Hydrothermal Corrosion of First-Generation Dual-Purpose Coatings on Silicon Carbide for Accident-Tolerant Fuel Cladding

2021 
Abstract Four different commercial coatings, TiN, Cr, CrN, and Cr/CrN (multilayer) were deposited by physical vapor deposition (PVD) on high resistivity chemical vapor deposited (CVD) SiC for the dual purpose of corrosion mitigation and fission gas hermeticity. The coatings were exposed for up to 2600 hours in flowing high temperature (288-350°C), high purity, liquid water with dissolved hydrogen (0.15-3ppm) or dissolved oxygen (1-2ppm). The Cr/CrN coatings did not adhere well and spalled quickly during exposure. In oxygenated conditions, none of the coatings were protective . CrN coatings spalled preferentially at defect sites, but reacted slowly enough in the absence of defects to potentially be chemically protective. TiN coatings fully oxidized within a few hundred hours and spalled. In hydrogen, all the coatings were chemically stable. Coating failures were identified and attributed to localized spallation, potentially related to coating defects. Coating improvements are recommended to reduce spallation and improve coating protection for future generations of dual-purpose coatings.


▶ What you have to do: Below are some records. Copy every line in them that holds "large".

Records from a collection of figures
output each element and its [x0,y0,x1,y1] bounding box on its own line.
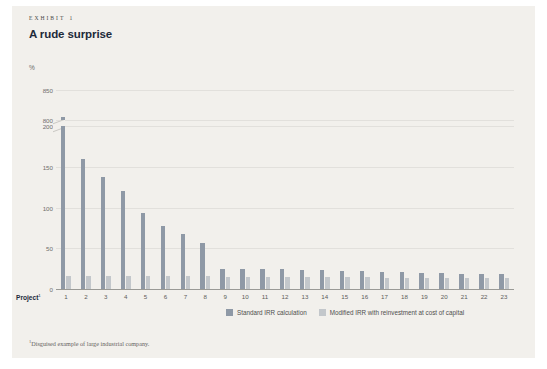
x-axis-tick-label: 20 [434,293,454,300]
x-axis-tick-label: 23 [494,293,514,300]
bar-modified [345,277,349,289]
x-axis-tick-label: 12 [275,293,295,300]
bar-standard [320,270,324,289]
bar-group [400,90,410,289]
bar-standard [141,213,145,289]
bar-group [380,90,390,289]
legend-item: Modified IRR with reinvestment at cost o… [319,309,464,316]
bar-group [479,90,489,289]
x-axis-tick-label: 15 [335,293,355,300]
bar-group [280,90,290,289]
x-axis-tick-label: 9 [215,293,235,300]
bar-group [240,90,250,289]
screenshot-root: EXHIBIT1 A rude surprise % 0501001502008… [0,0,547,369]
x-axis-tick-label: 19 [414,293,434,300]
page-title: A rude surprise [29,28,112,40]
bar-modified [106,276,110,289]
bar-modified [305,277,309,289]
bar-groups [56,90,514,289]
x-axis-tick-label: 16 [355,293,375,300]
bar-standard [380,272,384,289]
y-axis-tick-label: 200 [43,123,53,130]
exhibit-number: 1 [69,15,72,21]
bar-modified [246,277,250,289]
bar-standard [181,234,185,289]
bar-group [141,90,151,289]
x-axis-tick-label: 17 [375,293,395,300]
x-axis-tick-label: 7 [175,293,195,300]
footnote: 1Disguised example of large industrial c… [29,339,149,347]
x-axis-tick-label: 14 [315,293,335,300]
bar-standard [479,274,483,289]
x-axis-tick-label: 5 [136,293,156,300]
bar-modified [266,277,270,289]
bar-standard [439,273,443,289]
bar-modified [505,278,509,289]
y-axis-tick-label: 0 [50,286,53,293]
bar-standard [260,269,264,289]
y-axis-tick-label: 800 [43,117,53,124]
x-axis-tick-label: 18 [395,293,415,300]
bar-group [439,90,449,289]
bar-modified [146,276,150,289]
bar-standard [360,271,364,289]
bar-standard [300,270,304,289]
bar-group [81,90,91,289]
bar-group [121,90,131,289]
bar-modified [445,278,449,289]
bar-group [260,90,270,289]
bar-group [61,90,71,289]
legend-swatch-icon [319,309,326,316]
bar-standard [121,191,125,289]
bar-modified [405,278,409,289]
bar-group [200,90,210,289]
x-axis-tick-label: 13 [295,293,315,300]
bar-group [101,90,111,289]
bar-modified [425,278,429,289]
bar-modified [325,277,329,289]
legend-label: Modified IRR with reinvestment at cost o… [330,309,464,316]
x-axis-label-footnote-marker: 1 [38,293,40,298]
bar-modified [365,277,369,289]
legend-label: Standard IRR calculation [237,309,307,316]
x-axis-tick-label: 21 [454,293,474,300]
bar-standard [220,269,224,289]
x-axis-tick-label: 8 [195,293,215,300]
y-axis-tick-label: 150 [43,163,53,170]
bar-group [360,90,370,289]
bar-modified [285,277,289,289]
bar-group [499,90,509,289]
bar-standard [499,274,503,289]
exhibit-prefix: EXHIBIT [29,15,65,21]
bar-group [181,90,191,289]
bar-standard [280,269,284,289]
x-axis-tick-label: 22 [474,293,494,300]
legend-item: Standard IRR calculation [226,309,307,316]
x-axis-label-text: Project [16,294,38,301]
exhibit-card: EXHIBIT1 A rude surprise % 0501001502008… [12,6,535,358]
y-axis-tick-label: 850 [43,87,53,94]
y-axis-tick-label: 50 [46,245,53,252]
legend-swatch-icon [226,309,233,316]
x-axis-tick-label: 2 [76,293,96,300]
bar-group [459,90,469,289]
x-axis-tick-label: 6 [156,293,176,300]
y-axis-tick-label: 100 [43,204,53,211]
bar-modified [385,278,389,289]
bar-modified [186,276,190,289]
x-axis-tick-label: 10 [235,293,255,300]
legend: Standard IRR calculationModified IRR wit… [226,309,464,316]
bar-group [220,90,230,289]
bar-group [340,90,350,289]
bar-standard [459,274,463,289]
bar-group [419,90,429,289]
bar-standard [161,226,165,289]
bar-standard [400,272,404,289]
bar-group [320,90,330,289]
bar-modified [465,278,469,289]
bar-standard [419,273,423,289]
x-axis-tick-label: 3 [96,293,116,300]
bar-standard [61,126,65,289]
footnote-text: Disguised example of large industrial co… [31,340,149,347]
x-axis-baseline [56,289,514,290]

▶ Completed task:
footnote: 1Disguised example of large industrial c… [29,339,149,347]
footnote-text: Disguised example of large industrial co… [31,340,149,347]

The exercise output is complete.